Web Scraping / JavaScript Rendering

How to Scrape JavaScript-Rendered Pages

Most modern websites rely on JavaScript to load their content. If you send a plain HTTP request to YouTube, Amazon, or LinkedIn, the response is a near-empty HTML shell - the actual data gets loaded by JavaScript after the page opens in a browser. Here is how to get the fully rendered page without setting up your own browser infrastructure.

Why plain HTTP requests are not enough

JavaScript builds the page after it loads

When you use Python's requests library, Node.js fetch, or PHP's file_get_contents, you get the raw HTML the server sends before any JavaScript runs. For a site like YouTube, that raw HTML contains almost nothing - the video titles, channel info, and comments are all injected by JavaScript afterward.

Running your own browser is complex

The traditional solution is to run a headless browser like Puppeteer, Playwright, or Selenium. But that means installing Chrome or Chromium, keeping browser versions in sync with drivers, managing memory leaks and zombie processes, and handling crashes under load. It works, but it is a significant amount of infrastructure to maintain.

Headless browsers get detected

Even with a working headless browser, many websites detect and block automated access. Default Puppeteer and Playwright installations expose dozens of fingerprinting signals - from the navigator.webdriver flag to canvas rendering differences - that anti-bot systems use to distinguish real browsers from automated ones.

Get fully rendered HTML in one API call

Browser7 runs a real Chrome browser for every request. JavaScript is executed, AJAX calls complete, and dynamic content loads - all before the HTML is returned to you. There is no browser to install, no driver to update, and no fingerprint leaks to worry about.

from browser7 import Browser7

client = Browser7(api_key="b7_your_api_key")

result = client.render("https://www.youtube.com/@MrBeast")

# Full rendered HTML - all JavaScript executed, all content loaded
print(len(result.html), "characters")

The response contains the same HTML you would see if you opened the page in your own browser and ran document.documentElement.outerHTML in the console. Every element rendered by JavaScript is included.

Wait for specific content to load

Some pages load content in stages - the initial JavaScript runs, then additional data arrives via AJAX calls. If the data you need appears after a delay, use the wait_for_selector option to tell Browser7 to wait until a specific element appears in the page before returning the HTML.

from browser7 import Browser7

client = Browser7(api_key="b7_your_api_key")

# Wait for job cards to load before returning the HTML
result = client.render(
    "https://www.indeed.com/jobs?q=software+engineer&l=Remote",
    wait_for_selector="#mosaic-provider-jobcards",
    country_code="US",
)

print(result.html)

In this example, Indeed loads its job listings dynamically after the initial page render. Without the wait, you would get the page skeleton but no job data. With the wait, Browser7 holds until the job cards container appears, then returns the complete HTML with all listings included.

Sites that need JavaScript rendering

If you are unsure whether a site needs JavaScript rendering, try viewing its source code in your browser (right-click, View Page Source). If the data you want is not in the raw HTML, the site uses JavaScript to load it.

Single-page applications

React, Vue, Angular, and other SPA frameworks render everything client-side. The server sends a minimal HTML shell and a JavaScript bundle that builds the page in the browser.

Infinite scroll and lazy loading

Sites like YouTube, Twitter/X, and TikTok load content as you scroll. The initial HTML contains only the first batch of items - the rest loads dynamically.

Dynamic pricing and availability

E-commerce sites and travel platforms often fetch pricing data via JavaScript after the page loads, sometimes personalized based on cookies or location.

Client-side search results

Job boards, real estate sites, and marketplaces frequently render search results with JavaScript, pulling data from internal APIs after the initial page load.

What this costs

JavaScript rendering is included in every Browser7 request at no extra charge. Every page costs $0.01 - whether the site is a static HTML page or a JavaScript-heavy single-page application. There are no rendering surcharges, no credit multipliers, and no feature tiers.

Many scraping APIs charge 5-25x more for JavaScript rendering because they treat it as a premium feature. Browser7 includes it by default because in 2026, most websites need it.

See it in practice

These guides show JavaScript rendering in action on real websites, with complete parsing code:

Try it yourself

100 free renders - enough to test JavaScript rendering on any site, no payment required.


Task brief
Each entry that follows is to be duplicated exactly, without its images.

_ _ _ _ _

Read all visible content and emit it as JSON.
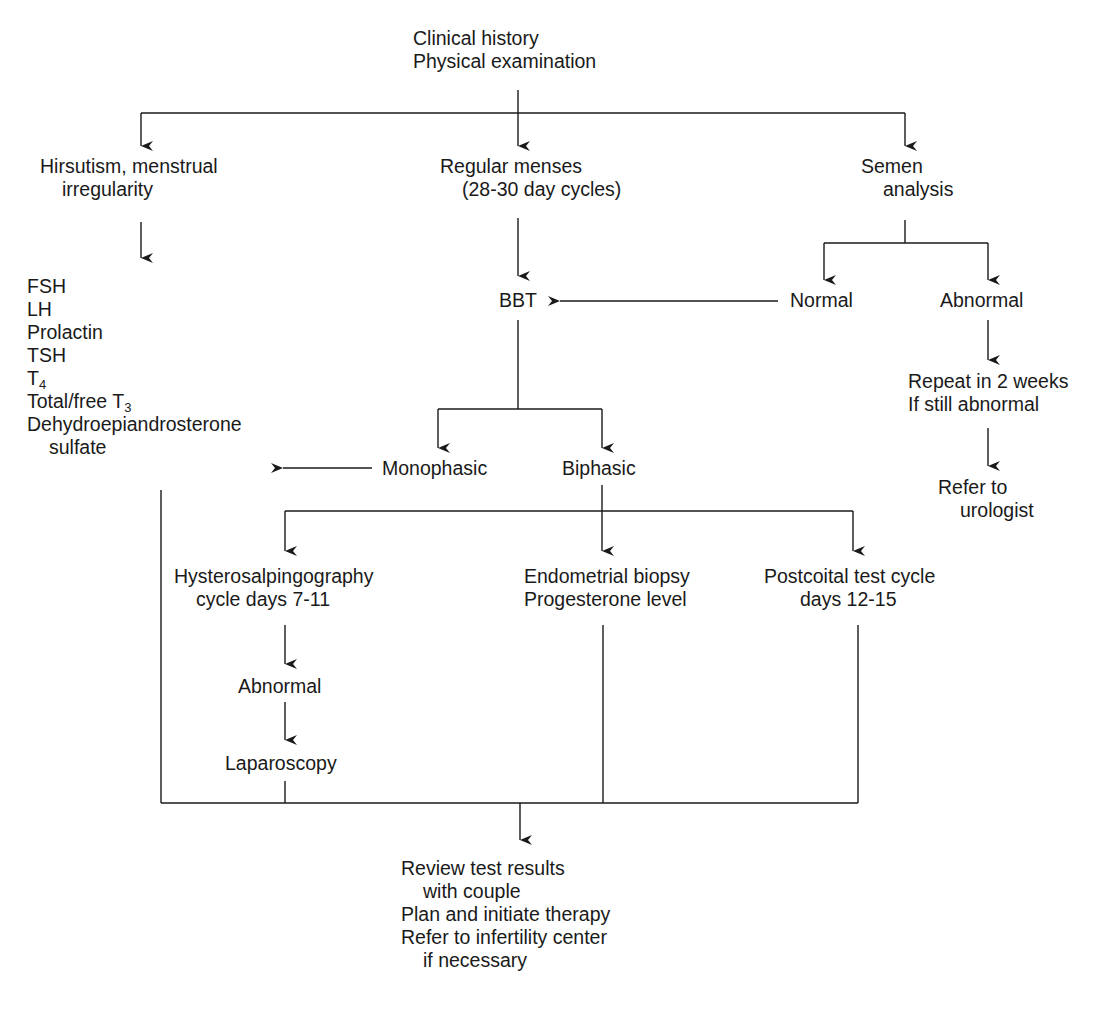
{
  "diagram": {
    "type": "flowchart",
    "line_color": "#1a1a1a",
    "text_color": "#1a1a1a",
    "background": "#ffffff"
  },
  "nodes": {
    "start": {
      "line1": "Clinical history",
      "line2": "Physical examination"
    },
    "hirsutism": {
      "line1": "Hirsutism, menstrual",
      "line2": "irregularity"
    },
    "hormone_tests": {
      "fsh": "FSH",
      "lh": "LH",
      "prolactin": "Prolactin",
      "tsh": "TSH",
      "t4_base": "T",
      "t4_sub": "4",
      "t3_base": "Total/free T",
      "t3_sub": "3",
      "dheas_line1": "Dehydroepiandrosterone",
      "dheas_line2": "sulfate"
    },
    "regular_menses": {
      "line1": "Regular menses",
      "line2": "(28-30 day cycles)"
    },
    "bbt": {
      "label": "BBT"
    },
    "semen_analysis": {
      "line1": "Semen",
      "line2": "analysis"
    },
    "semen_normal": {
      "label": "Normal"
    },
    "semen_abnormal": {
      "label": "Abnormal"
    },
    "repeat": {
      "line1": "Repeat in 2 weeks",
      "line2": "If still abnormal"
    },
    "urologist": {
      "line1": "Refer to",
      "line2": "urologist"
    },
    "monophasic": {
      "label": "Monophasic"
    },
    "biphasic": {
      "label": "Biphasic"
    },
    "hsg": {
      "line1": "Hysterosalpingography",
      "line2": "cycle days 7-11"
    },
    "hsg_abnormal": {
      "label": "Abnormal"
    },
    "laparoscopy": {
      "label": "Laparoscopy"
    },
    "endometrial": {
      "line1": "Endometrial biopsy",
      "line2": "Progesterone level"
    },
    "postcoital": {
      "line1": "Postcoital test cycle",
      "line2": "days 12-15"
    },
    "review": {
      "line1": "Review test results",
      "line2": "with couple",
      "line3": "Plan and initiate therapy",
      "line4": "Refer to infertility center",
      "line5": "if necessary"
    }
  },
  "edges": [
    {
      "from": "start",
      "to": "hirsutism"
    },
    {
      "from": "start",
      "to": "regular_menses"
    },
    {
      "from": "start",
      "to": "semen_analysis"
    },
    {
      "from": "hirsutism",
      "to": "hormone_tests"
    },
    {
      "from": "regular_menses",
      "to": "bbt"
    },
    {
      "from": "semen_analysis",
      "to": "semen_normal"
    },
    {
      "from": "semen_analysis",
      "to": "semen_abnormal"
    },
    {
      "from": "semen_normal",
      "to": "bbt"
    },
    {
      "from": "semen_abnormal",
      "to": "repeat"
    },
    {
      "from": "repeat",
      "to": "urologist"
    },
    {
      "from": "bbt",
      "to": "monophasic"
    },
    {
      "from": "bbt",
      "to": "biphasic"
    },
    {
      "from": "monophasic",
      "to": "hormone_tests"
    },
    {
      "from": "biphasic",
      "to": "hsg"
    },
    {
      "from": "biphasic",
      "to": "endometrial"
    },
    {
      "from": "biphasic",
      "to": "postcoital"
    },
    {
      "from": "hsg",
      "to": "hsg_abnormal"
    },
    {
      "from": "hsg_abnormal",
      "to": "laparoscopy"
    },
    {
      "from": "hormone_tests",
      "to": "review"
    },
    {
      "from": "laparoscopy",
      "to": "review"
    },
    {
      "from": "endometrial",
      "to": "review"
    },
    {
      "from": "postcoital",
      "to": "review"
    }
  ]
}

_ _ _ _ _

Answer
Read all visible content and emit it as JSON.
{
  "diagram": {
    "type": "flowchart",
    "line_color": "#1a1a1a",
    "text_color": "#1a1a1a",
    "background": "#ffffff"
  },
  "nodes": {
    "start": {
      "line1": "Clinical history",
      "line2": "Physical examination"
    },
    "hirsutism": {
      "line1": "Hirsutism, menstrual",
      "line2": "irregularity"
    },
    "hormone_tests": {
      "fsh": "FSH",
      "lh": "LH",
      "prolactin": "Prolactin",
      "tsh": "TSH",
      "t4_base": "T",
      "t4_sub": "4",
      "t3_base": "Total/free T",
      "t3_sub": "3",
      "dheas_line1": "Dehydroepiandrosterone",
      "dheas_line2": "sulfate"
    },
    "regular_menses": {
      "line1": "Regular menses",
      "line2": "(28-30 day cycles)"
    },
    "bbt": {
      "label": "BBT"
    },
    "semen_analysis": {
      "line1": "Semen",
      "line2": "analysis"
    },
    "semen_normal": {
      "label": "Normal"
    },
    "semen_abnormal": {
      "label": "Abnormal"
    },
    "repeat": {
      "line1": "Repeat in 2 weeks",
      "line2": "If still abnormal"
    },
    "urologist": {
      "line1": "Refer to",
      "line2": "urologist"
    },
    "monophasic": {
      "label": "Monophasic"
    },
    "biphasic": {
      "label": "Biphasic"
    },
    "hsg": {
      "line1": "Hysterosalpingography",
      "line2": "cycle days 7-11"
    },
    "hsg_abnormal": {
      "label": "Abnormal"
    },
    "laparoscopy": {
      "label": "Laparoscopy"
    },
    "endometrial": {
      "line1": "Endometrial biopsy",
      "line2": "Progesterone level"
    },
    "postcoital": {
      "line1": "Postcoital test cycle",
      "line2": "days 12-15"
    },
    "review": {
      "line1": "Review test results",
      "line2": "with couple",
      "line3": "Plan and initiate therapy",
      "line4": "Refer to infertility center",
      "line5": "if necessary"
    }
  },
  "edges": [
    {
      "from": "start",
      "to": "hirsutism"
    },
    {
      "from": "start",
      "to": "regular_menses"
    },
    {
      "from": "start",
      "to": "semen_analysis"
    },
    {
      "from": "hirsutism",
      "to": "hormone_tests"
    },
    {
      "from": "regular_menses",
      "to": "bbt"
    },
    {
      "from": "semen_analysis",
      "to": "semen_normal"
    },
    {
      "from": "semen_analysis",
      "to": "semen_abnormal"
    },
    {
      "from": "semen_normal",
      "to": "bbt"
    },
    {
      "from": "semen_abnormal",
      "to": "repeat"
    },
    {
      "from": "repeat",
      "to": "urologist"
    },
    {
      "from": "bbt",
      "to": "monophasic"
    },
    {
      "from": "bbt",
      "to": "biphasic"
    },
    {
      "from": "monophasic",
      "to": "hormone_tests"
    },
    {
      "from": "biphasic",
      "to": "hsg"
    },
    {
      "from": "biphasic",
      "to": "endometrial"
    },
    {
      "from": "biphasic",
      "to": "postcoital"
    },
    {
      "from": "hsg",
      "to": "hsg_abnormal"
    },
    {
      "from": "hsg_abnormal",
      "to": "laparoscopy"
    },
    {
      "from": "hormone_tests",
      "to": "review"
    },
    {
      "from": "laparoscopy",
      "to": "review"
    },
    {
      "from": "endometrial",
      "to": "review"
    },
    {
      "from": "postcoital",
      "to": "review"
    }
  ]
}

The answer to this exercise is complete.